Happy New Year to you all.

After 5,954 kilometres, 21 rolls of 120 film, 152 sheets of 4x5 film, and 5 rolls of 35mm, I'm home again. Back in Wellington. Yay.

Cos I'm a really anal-retentive type of person I can tell you the exciting news that last year I shot 138 'films' (I have a loose definition). This year I have already shot 146 'films'. Isn't that just fascinating? Naturally it's going to take me the rest of the year to develop them all. And I'm really looking forward to developing all those 4x5 BW negs.

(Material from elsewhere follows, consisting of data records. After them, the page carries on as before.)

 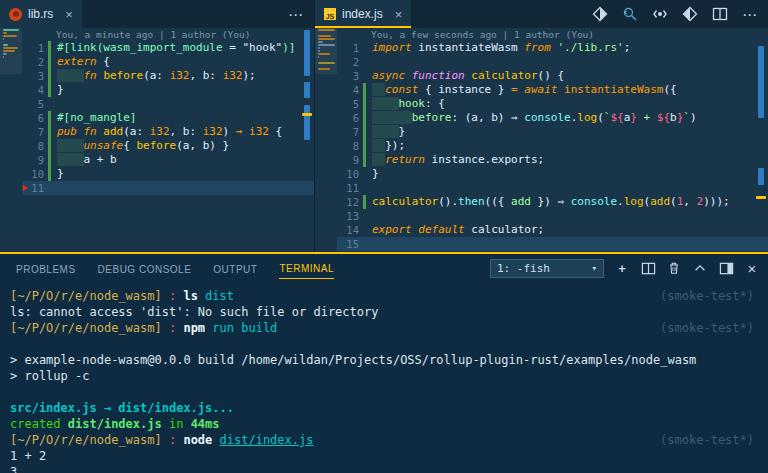 I want to click on code-text: hook: {, so click(x=408, y=104).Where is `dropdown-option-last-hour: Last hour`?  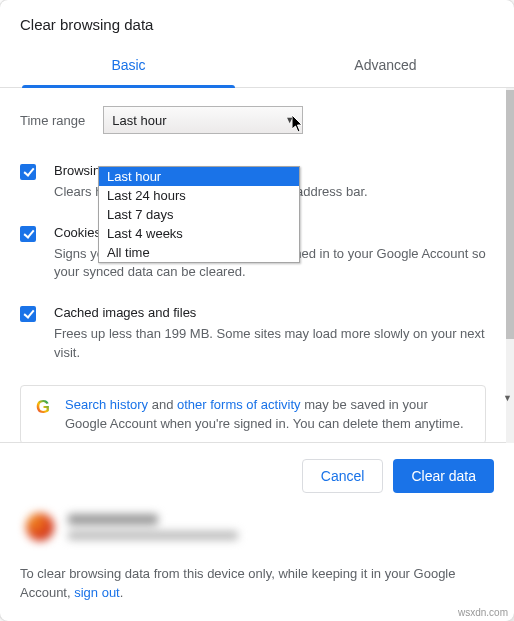 dropdown-option-last-hour: Last hour is located at coordinates (199, 176).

The South Island is a pretty neat place. I started three new bodies of work – maybe five, depending on how things work out. Hopefully one of them may be seen in the not too distant future. I also continued with a couple of on-going series, and a bunch of shots for no reason whatsoever. So many of them will probably end up here.

One thing I can tell you is that the South Island mid-summer is not a good time to be doing long-exposure night shots – the nights are just too bloody short. Go to bed at 11.00pm. Get up at 1.00am to start the exposure. Read until 3.30am, end exposure. Go back to bed. Get up at 7.00am to decamp.

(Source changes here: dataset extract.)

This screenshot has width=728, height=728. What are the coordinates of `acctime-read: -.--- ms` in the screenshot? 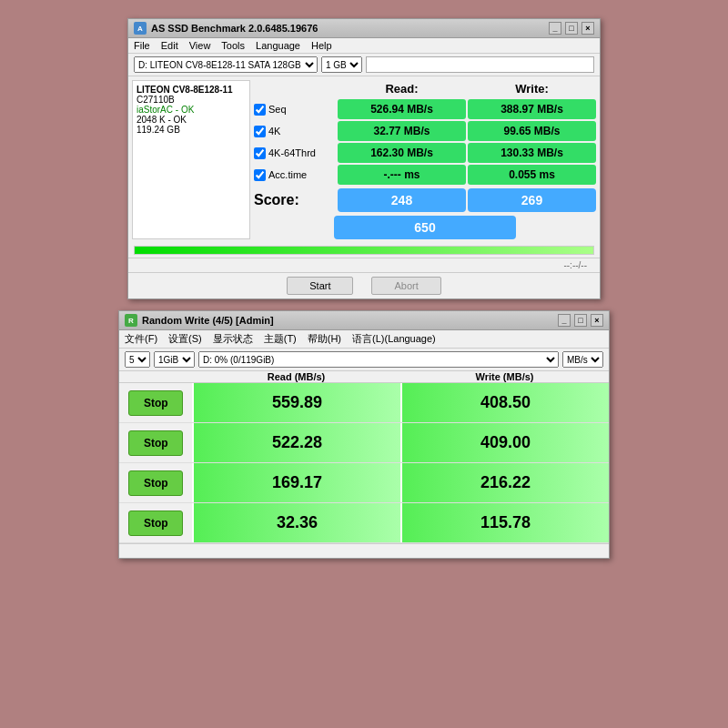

Of course I ended up buying a ‘new’ camera too – a Konica Eye. A nice little half-frame camera from mid-60s, with the lens well whacked so the images will no doubt be artfully soft/blurry.

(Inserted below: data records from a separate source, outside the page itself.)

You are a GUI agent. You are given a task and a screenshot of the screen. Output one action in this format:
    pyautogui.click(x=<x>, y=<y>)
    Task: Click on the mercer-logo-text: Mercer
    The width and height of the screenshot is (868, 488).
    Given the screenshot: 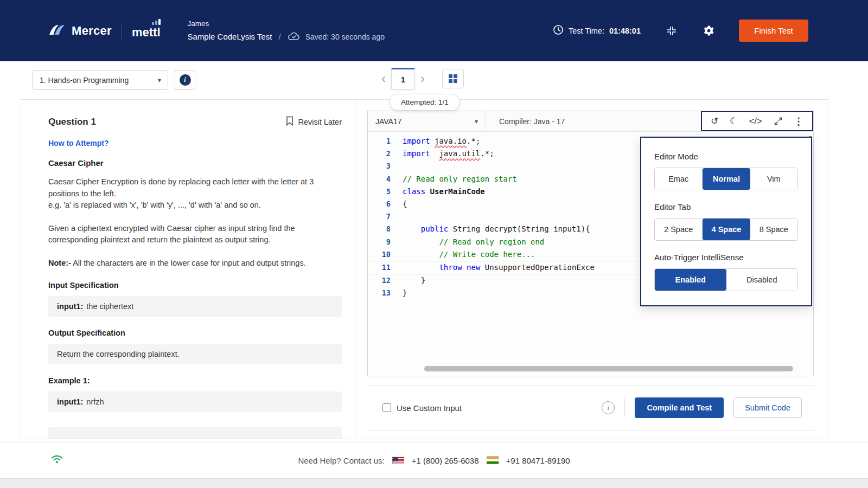 What is the action you would take?
    pyautogui.click(x=92, y=31)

Much to my disappointment, I wasn’t required to wake up too early to go chasing birds in the pre-dawn. Fortunately black stilts (kaki), the world’s rarest wading birds, like wandering around and feeding in more pleasant hours. Admittedly, I spent most of my time with Nic accompanying him around the 526,481 predator traps he had to check (okay, it may have been the 150 or 200, but you don't know that), and not a huge amount hanging out with the birds. But they’re lovely wee things – photos may follow.

South Island scenery is rather pretty too. More on that later. When I will actually be able to show just how pretty some of it is.

I did more than just take photos. I also drank coffee – though not as much as usual. Omarama is the place to go.

I also did my usual rounds of second-hand bookshops. I was pleasantly surprised to see that prices were much cheaper (and more realistic in my opinion) than in Wellington. Though I do have to profess a surprise in the almost total lack of art and photography books available. Very disappointing guys. And I had so much money I wanted to give you too.

But at Smiths in Christchurch I did find a decent copy of the late Peter Turner’s ‘American Images 1945-1980’. At Read in Dunedin I found a near mint copy of Ans Westra’s 'Wellington : city alive’, with text by Noel Hilliard. And at Limited Editions in Ashburton I scored a four volume set called ‘The Photographic Negative’ by Herbert C. McKay, F.R.P.S. from 1945 – check out the design feature on the spine. I may get around to flicking through it at some point in the next fifty odd years.



All in all, a grand wee trip. It was disappointing that Nic was unable to join me for our planned week of road tripping. But it was perfectly understandable given the circumstances.

And I'm already kinda planning my next trip down country. We'll see what happens.